Yesterday I read the opening pages of my book to about 200 students and faculty at my university. I was heartened by the number of times the audience laughed out loud. When talking about sex, humor takes the edge off. But I had to step back before I chose to take this reading opportunity to think once again about the wisdom of revealing intimate details about myself to the general public, which ultimately will include my children. (I admit that I would not have gone public while my mother was alive.) I have obviously decided to damn the torpedoes, but when facing 200 college-age students, some of them in my present or former classes, the subject comes up again.
I believe it is better for young people to know what they’re up against than to pretend that a pumpkin is a carriage and a frog is a prince. Let them know that people have all sorts of weird desires and habits so they aren’t blind-sided when they encounter them. They don’t need to know of each quirk and habit, but they should know to expect them. Let them also know that almost everyone has sex in one form or another, sometimes only in their dreams — fat people, ugly people, old people, priests, even their professors.

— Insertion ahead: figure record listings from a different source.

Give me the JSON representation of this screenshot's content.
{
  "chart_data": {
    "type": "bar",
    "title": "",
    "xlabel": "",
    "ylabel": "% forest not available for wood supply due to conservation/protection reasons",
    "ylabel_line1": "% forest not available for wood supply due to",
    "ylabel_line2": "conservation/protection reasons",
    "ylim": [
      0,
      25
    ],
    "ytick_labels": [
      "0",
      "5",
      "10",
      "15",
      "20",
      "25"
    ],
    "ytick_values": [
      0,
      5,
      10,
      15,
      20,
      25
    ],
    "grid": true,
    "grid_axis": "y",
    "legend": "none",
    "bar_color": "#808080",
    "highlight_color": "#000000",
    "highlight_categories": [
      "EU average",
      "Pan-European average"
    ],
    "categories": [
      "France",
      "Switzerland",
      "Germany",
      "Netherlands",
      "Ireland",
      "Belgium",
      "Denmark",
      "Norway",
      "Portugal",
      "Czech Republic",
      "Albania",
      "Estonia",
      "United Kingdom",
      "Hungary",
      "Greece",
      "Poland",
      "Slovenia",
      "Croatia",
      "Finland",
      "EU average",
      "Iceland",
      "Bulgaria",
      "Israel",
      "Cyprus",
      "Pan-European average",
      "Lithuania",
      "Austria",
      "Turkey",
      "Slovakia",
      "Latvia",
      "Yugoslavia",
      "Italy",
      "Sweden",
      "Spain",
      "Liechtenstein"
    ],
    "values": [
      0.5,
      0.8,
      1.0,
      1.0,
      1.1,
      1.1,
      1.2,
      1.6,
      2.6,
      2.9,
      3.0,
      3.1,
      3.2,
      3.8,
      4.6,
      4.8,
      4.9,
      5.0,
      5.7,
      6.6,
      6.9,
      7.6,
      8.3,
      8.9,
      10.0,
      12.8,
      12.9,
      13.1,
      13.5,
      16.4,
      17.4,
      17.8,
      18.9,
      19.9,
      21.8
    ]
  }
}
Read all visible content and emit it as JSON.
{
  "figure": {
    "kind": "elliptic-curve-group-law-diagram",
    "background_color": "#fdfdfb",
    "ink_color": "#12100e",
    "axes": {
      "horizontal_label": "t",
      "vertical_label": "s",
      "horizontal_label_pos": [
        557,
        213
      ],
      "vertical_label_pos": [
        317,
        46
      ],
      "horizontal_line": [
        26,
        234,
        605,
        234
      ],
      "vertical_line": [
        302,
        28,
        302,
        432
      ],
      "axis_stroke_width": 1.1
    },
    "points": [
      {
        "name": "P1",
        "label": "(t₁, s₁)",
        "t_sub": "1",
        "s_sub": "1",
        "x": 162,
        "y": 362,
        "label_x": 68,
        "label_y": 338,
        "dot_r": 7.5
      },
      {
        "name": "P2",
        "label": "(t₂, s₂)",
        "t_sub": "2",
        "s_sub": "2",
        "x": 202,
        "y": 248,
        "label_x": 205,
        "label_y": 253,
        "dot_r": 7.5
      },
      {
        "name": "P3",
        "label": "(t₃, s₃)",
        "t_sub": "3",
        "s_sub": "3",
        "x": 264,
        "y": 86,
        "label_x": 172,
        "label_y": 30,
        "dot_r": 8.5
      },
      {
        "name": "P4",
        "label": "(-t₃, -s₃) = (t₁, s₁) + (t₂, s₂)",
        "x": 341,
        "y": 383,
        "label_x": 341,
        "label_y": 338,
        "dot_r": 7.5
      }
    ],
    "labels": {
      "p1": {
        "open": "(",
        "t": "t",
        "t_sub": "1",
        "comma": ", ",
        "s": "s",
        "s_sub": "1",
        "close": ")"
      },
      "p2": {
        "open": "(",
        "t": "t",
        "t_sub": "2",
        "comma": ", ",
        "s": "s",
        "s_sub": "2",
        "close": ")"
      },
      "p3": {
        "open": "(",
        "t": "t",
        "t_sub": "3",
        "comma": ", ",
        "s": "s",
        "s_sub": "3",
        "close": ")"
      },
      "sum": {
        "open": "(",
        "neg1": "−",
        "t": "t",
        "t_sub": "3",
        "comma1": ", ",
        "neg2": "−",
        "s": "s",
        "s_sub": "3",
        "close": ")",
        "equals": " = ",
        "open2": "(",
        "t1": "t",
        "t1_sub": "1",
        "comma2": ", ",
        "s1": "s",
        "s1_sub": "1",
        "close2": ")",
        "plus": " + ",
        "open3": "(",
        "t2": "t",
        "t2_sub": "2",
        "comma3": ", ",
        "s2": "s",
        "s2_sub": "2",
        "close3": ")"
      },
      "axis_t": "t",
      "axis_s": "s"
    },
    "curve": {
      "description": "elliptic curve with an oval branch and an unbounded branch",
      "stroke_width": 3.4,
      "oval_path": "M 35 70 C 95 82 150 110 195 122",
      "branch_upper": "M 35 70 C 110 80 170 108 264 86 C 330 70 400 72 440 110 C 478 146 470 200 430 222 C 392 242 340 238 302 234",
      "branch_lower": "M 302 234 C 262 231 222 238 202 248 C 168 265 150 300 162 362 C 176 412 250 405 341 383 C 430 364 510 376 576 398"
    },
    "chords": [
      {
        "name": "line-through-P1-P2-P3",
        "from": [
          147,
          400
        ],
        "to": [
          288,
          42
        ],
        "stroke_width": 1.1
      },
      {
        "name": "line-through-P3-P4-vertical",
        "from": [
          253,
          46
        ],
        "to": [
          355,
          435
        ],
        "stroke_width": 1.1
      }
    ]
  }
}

My students come from many different ethnic and religious backgrounds, and I always feel I am treading on uncertain turf by reading publicly. In class, I never refer to my own opinions about romance, child-rearing, politics or the like. Students make assumptions, but they are often wrong. By reading publicly, they learn what my personal opinions are. (Most of them are not aware of this blog.) I don’t want to hobble their brains — they so often want to please their professor and occasionally cannot accept that as long as they make a solid argument in their essays, they can believe as they wish. I’ve had students successfully support an argument to make Serbia the 51st U.S. state, and perhaps the next most heretical was a solid argument for the benefits of a year behind the counter at Wendy’s. Both A papers.
Damn the torpedoes. Tell them the truth.